From my own experiences in the classroom, I know that working conditions and school climate play important roles in keeping teachers in the classroom, and I believe that these aspects are more important than monetary incentives. Unfortunately, policy proposals seeking to create complicated incentive schemes do not take into account the factors that motivate teachers (see Drive: The Surprising Truth About What Motivates Us, by Daniel Pink), focusing instead on unproven and unreliable pay systems that divert important resources away from supporting our teachers.

I personally have benefited from good working conditions with supportive administrators who provide teacher leadership and initiative. However, many of my colleagues in the most hard-to-staff schools are forced to teach to narrow curricula from pacing guides and are offered little mentoring and professional development to improve their practice. In addition, the most inexperienced teachers often get the most difficult students and the most challenging caseloads, further driving young teachers from the profession.

Encouraging equitable access to high-quality teachers should be about more than money; rather, schools should create opportunities where the most effective teachers take on the most difficult classes. Simply stated, incentives should be aimed at promoting conditions that allow teachers to be successful, supporting and mentoring teachers, and encouraging more students to enter into the teaching profession.
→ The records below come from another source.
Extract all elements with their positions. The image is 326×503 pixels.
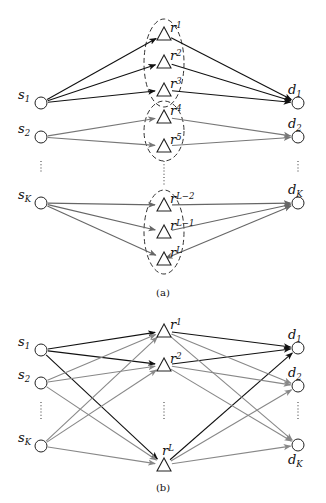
source-label: s1 bbox=[18, 87, 30, 104]
edge-r1-d1 bbox=[171, 38, 291, 100]
relay-node-icon bbox=[157, 139, 171, 152]
edge-r4-d2 bbox=[172, 118, 291, 136]
edge-sK-rL bbox=[48, 447, 155, 464]
edge-r5-d2 bbox=[172, 138, 291, 146]
edge-rL-dK bbox=[171, 206, 291, 256]
edge-s2-r4 bbox=[48, 118, 155, 135]
edge-s2-r5 bbox=[48, 138, 155, 146]
relay-label: rL bbox=[162, 443, 174, 458]
edge-s1-rL bbox=[46, 355, 157, 459]
source-label: s1 bbox=[18, 334, 30, 351]
destination-label: d1 bbox=[288, 327, 302, 344]
relay-node-icon bbox=[157, 55, 171, 68]
destination-label: dK bbox=[288, 182, 303, 199]
diagram-canvas: s1s2sKr1r2r3r4r5rL−2rL−1rLd1d2dK(a) s1s2… bbox=[0, 0, 326, 503]
panel-caption: (b) bbox=[156, 482, 170, 493]
edge-s2-r2 bbox=[48, 366, 155, 382]
destination-label: d2 bbox=[288, 116, 302, 133]
relay-node-icon bbox=[157, 252, 171, 265]
relay-label: r2 bbox=[170, 351, 182, 366]
panel-caption: (a) bbox=[156, 287, 170, 298]
source-node-icon bbox=[35, 344, 47, 356]
relay-node-icon bbox=[157, 458, 171, 471]
source-label: sK bbox=[18, 430, 32, 447]
relay-node-icon bbox=[157, 83, 171, 96]
relay-node-icon bbox=[157, 198, 171, 211]
destination-node-icon bbox=[292, 439, 304, 451]
source-node-icon bbox=[35, 197, 47, 209]
source-node-icon bbox=[35, 97, 47, 109]
edge-r2-d1 bbox=[172, 349, 291, 364]
destination-label: d1 bbox=[288, 82, 302, 99]
edge-s2-r1 bbox=[47, 335, 155, 381]
source-label: sK bbox=[18, 187, 32, 204]
edge-sK-rL-1 bbox=[48, 205, 155, 230]
relay-label: rL−2 bbox=[170, 191, 194, 206]
source-node-icon bbox=[35, 131, 47, 143]
edge-r1-d1 bbox=[172, 332, 291, 347]
edge-s1-r1 bbox=[47, 38, 156, 99]
edge-r2-d1 bbox=[172, 64, 291, 100]
source-label: s2 bbox=[18, 367, 30, 384]
edge-r1-dK bbox=[170, 336, 292, 440]
relay-node-icon bbox=[157, 358, 171, 371]
relay-node-icon bbox=[157, 324, 171, 337]
source-node-icon bbox=[35, 377, 47, 389]
edge-sK-r2 bbox=[47, 370, 157, 442]
destination-label: d2 bbox=[288, 365, 302, 382]
source-label: s2 bbox=[18, 121, 30, 138]
relay-label: r4 bbox=[170, 103, 182, 118]
panel-a: s1s2sKr1r2r3r4r5rL−2rL−1rLd1d2dK(a) bbox=[18, 19, 304, 298]
relay-label: r1 bbox=[170, 20, 182, 35]
edge-sK-rL bbox=[47, 206, 155, 255]
edge-s1-r3 bbox=[48, 91, 155, 102]
relay-node-icon bbox=[157, 27, 171, 40]
relay-label: rL−1 bbox=[170, 218, 194, 233]
edge-rL-d2 bbox=[171, 390, 292, 461]
edge-rL-dK bbox=[172, 446, 291, 464]
relay-label: rL bbox=[170, 245, 182, 260]
source-node-icon bbox=[35, 440, 47, 452]
edge-rL-2-dK bbox=[172, 203, 291, 205]
relay-network-figure: s1s2sKr1r2r3r4r5rL−2rL−1rLd1d2dK(a) s1s2… bbox=[0, 0, 326, 503]
panel-b: s1s2sKr1r2rLd1d2dK(b) bbox=[18, 317, 304, 493]
relay-label: r1 bbox=[170, 317, 182, 332]
edge-s1-r1 bbox=[48, 332, 155, 349]
edge-r3-d1 bbox=[172, 91, 291, 103]
relay-label: r2 bbox=[170, 48, 182, 63]
edge-s1-r2 bbox=[48, 65, 156, 101]
relay-node-icon bbox=[157, 110, 171, 123]
relay-node-icon bbox=[157, 225, 171, 238]
edge-r2-dK bbox=[171, 369, 292, 441]
destination-label: dK bbox=[288, 452, 303, 469]
edge-sK-rL-2 bbox=[48, 203, 155, 205]
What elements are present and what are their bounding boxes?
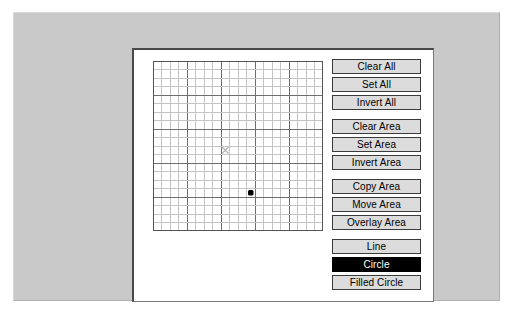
button-group-drawing-tools: LineCircleFilled Circle	[332, 239, 421, 290]
tool-button-column: Clear AllSet AllInvert AllClear AreaSet …	[332, 59, 421, 290]
copy-area-button[interactable]: Copy Area	[332, 179, 421, 194]
button-group-area-operations: Clear AreaSet AreaInvert Area	[332, 119, 421, 170]
move-area-button[interactable]: Move Area	[332, 197, 421, 212]
line-tool-button[interactable]: Line	[332, 239, 421, 254]
set-area-button[interactable]: Set Area	[332, 137, 421, 152]
invert-area-button[interactable]: Invert Area	[332, 155, 421, 170]
clear-all-button[interactable]: Clear All	[332, 59, 421, 74]
circle-tool-button[interactable]: Circle	[332, 257, 421, 272]
bitmap-editor-dialog: Clear AllSet AllInvert AllClear AreaSet …	[132, 48, 434, 302]
set-all-button[interactable]: Set All	[332, 77, 421, 92]
overlay-area-button[interactable]: Overlay Area	[332, 215, 421, 230]
desktop-panel: Clear AllSet AllInvert AllClear AreaSet …	[13, 12, 500, 301]
button-group-area-transfer: Copy AreaMove AreaOverlay Area	[332, 179, 421, 230]
filled-circle-tool-button[interactable]: Filled Circle	[332, 275, 421, 290]
button-group-all-operations: Clear AllSet AllInvert All	[332, 59, 421, 110]
pixel-grid-svg[interactable]	[153, 61, 323, 231]
invert-all-button[interactable]: Invert All	[332, 95, 421, 110]
grid-pixel-filled[interactable]	[248, 190, 254, 196]
clear-area-button[interactable]: Clear Area	[332, 119, 421, 134]
pixel-grid-canvas[interactable]	[153, 61, 323, 231]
It is imperative that we refocus our resources and begin working with districts to provide leadership training to support teaching conditions that promote effective teaching and learning. Improving the basic working conditions and support structures for teachers will help strengthen teaching as a profession and ensure that the next generation of teachers stays in that profession.          

If we can harness the qualities of effective teachers and promote conditions that allow teachers to be successful, we can support new teachers (keeping them in the classroom) and at the same time raise student achievement. Equitable access to high-quality teachers depends on keeping more teachers in the profession.

Now it’s your turn. We want to hear your thoughts.

How can we promote teaching as a profession to ensure that more high-quality teachers stay in the profession?

 

Daniel J. Quinn is executive director of the Great Lakes Center for Education Research and Practice; a teacher at Grosse Pointe North High School, Grosse Pointe Woods, Michigan; and a doctoral student at Oakland University. He also is a 2013 Phi Delta Kappa Emerging Leader. He can be reached at dquinn@greatlakescenter.org.

Comments

Dan this is a great post and an important topic. My teaching experience was at Fitzgerald HS (corner of 9 and Ryan)- a far different experience than my Principalship at Rochester HS. In many cases Principals in "hard to staff schools" are forced to spend the majority of their time managing situations- making it difficult to be visible and engaged w/teaching and learning. They too experience burn out and look to move once they are established.
We need to find ways to better support schools that need it most (both teachers and administrators).

Add new comment

To prevent automated spam submissions leave this field empty.

Plain text

  • No HTML tags allowed.
  • Web page addresses and e-mail addresses turn into links automatically.
  • Lines and paragraphs break automatically.